Nebraska: Rep. Don Bacon, the Republican who represents a seat in Congress Democrats routinely spend a fortune trying to flip, has been very outspoken of late when it comes to complaints about the Trump administration. Last week, for example, he was the only Republican to call for Pete Hegseth’s resignation. Reese and Alex revealed a potential reason for all the straight talk: He may be retiring. “I’ll make any final decisions in late summer,” Bacon told NOTUS.
Maine: National Democrats were in a funk after Central Maine posted a video entitled “Maine Gov Janet Mills says she has no plans to run for Senate.” Was it a moment of candor from a top Dem recruit to take on Sen. Susan Collins? Well, what the video actually showed was a politician doing the kind of faux-exasperated why are you asking me this? bit traditional this far out from an election. But hey, viral is viral. A source familiar with the governor’s thinking told Alex that Mills is very much keeping all her options open. “If there comes a time, she might decide to do all kinds of things. And running for Senate might be one of them.” How’s that for candor?
—Evan McMorris-Santoro | Read the story on Bacon. Read the story on Mills.
NOTUS Scoop: More Like Federal Election (Out Of) Commission
A “de facto FEC shutdown will be triggered” starting Wednesday with the resignation of commissioner Allen Dickerson, a Republican member, Dave Levinthal reports for NOTUS. The six-member Federal Election Commission needs a quorum of four members to operate, but it “was already down by two after one resigned and Trump ousted a Democratic commissioner in February.” The new departure leaves just three commissioners, too few for it to legally “enforce and regulate campaign finance laws.”
The freeze “could last weeks or even months,” Dave writes.
Exclusive: Banner Day for Trump
Capitol Hill commuters will find a very large photo of the president looking down on them for a few weeks starting today. The Heritage Foundation will unfurl a 30’ x 60’ banner on its HQ celebrating Trump’s second First 100 Days; it’s part of a larger “America’s Back” campaign underway at the conservative think tank. The banner will stay up through May 22.
Week Ahead
- The House and Senate return from recess today. House committees this week begin markups to hammer out amendments to the reconciliation bill.
- The Supreme Court will hear arguments this week on whether Oklahoma can contract with the U.S.’s first publicly funded religious charter school. Republicans from the state are split on how they want it to go.
Not Us
We know NOTUS reporters can’t cover it all. Here’s some other great hits by… not us.
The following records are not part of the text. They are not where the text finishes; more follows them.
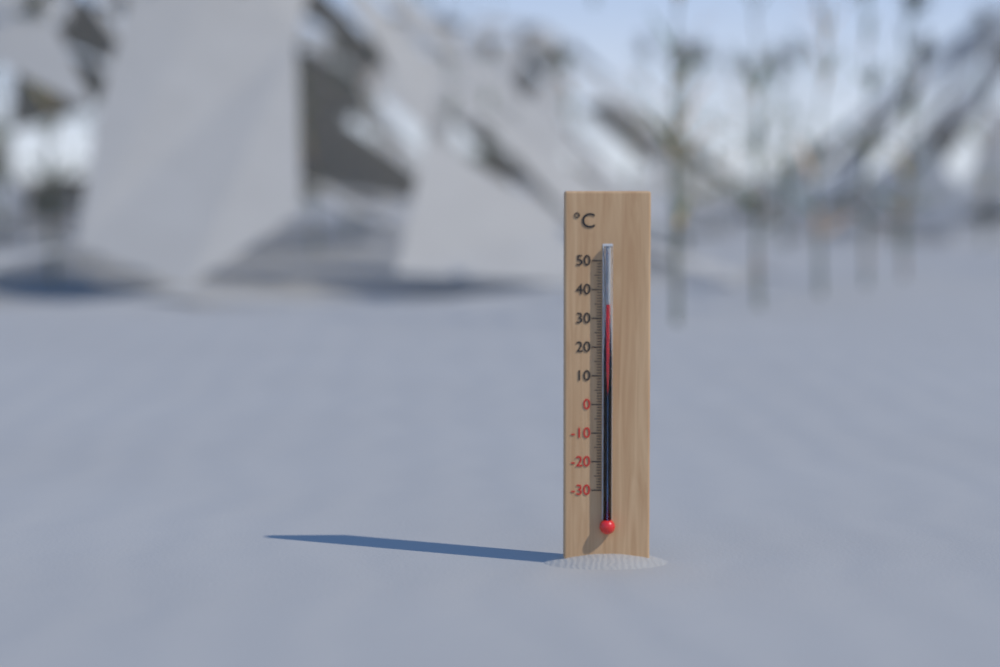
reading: 35 °C
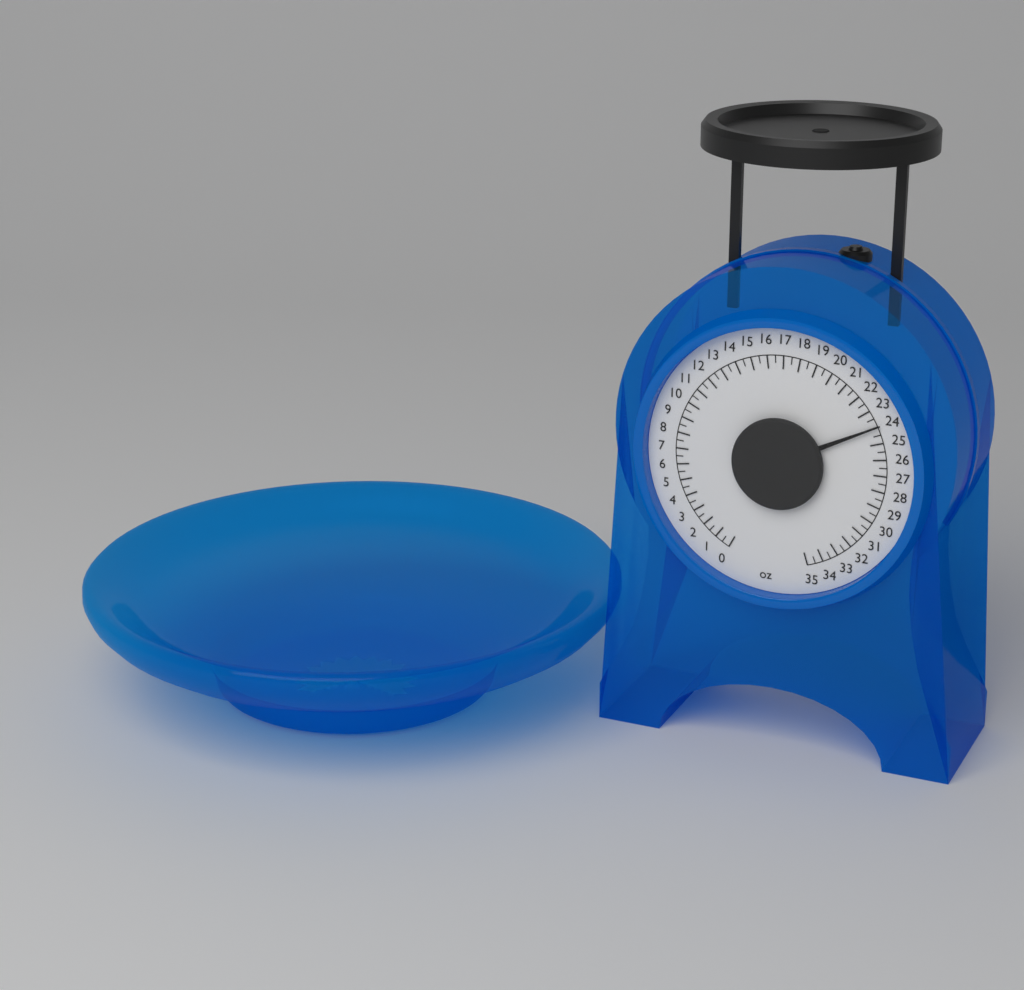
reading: 24.0 oz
- How Gen Z Became the Most Gullible Generation, by Catherine Kim for Politico
- Judges Worry Trump Could Tell U.S. Marshals to Stop Protecting Them, by Mattathias Schwartz and Emily Bazelon for The New York Times
- How the Trump Administration Flipped on Kilmar Abrego Garcia, by Nick Miroff for The Atlantic
Be Social IRL
NOTICED: Lots of fun at a WHCD weekend brunch hosted by Allbritton Journalism Institute founder Robert Allbritton, NOTUS, and POLITICO.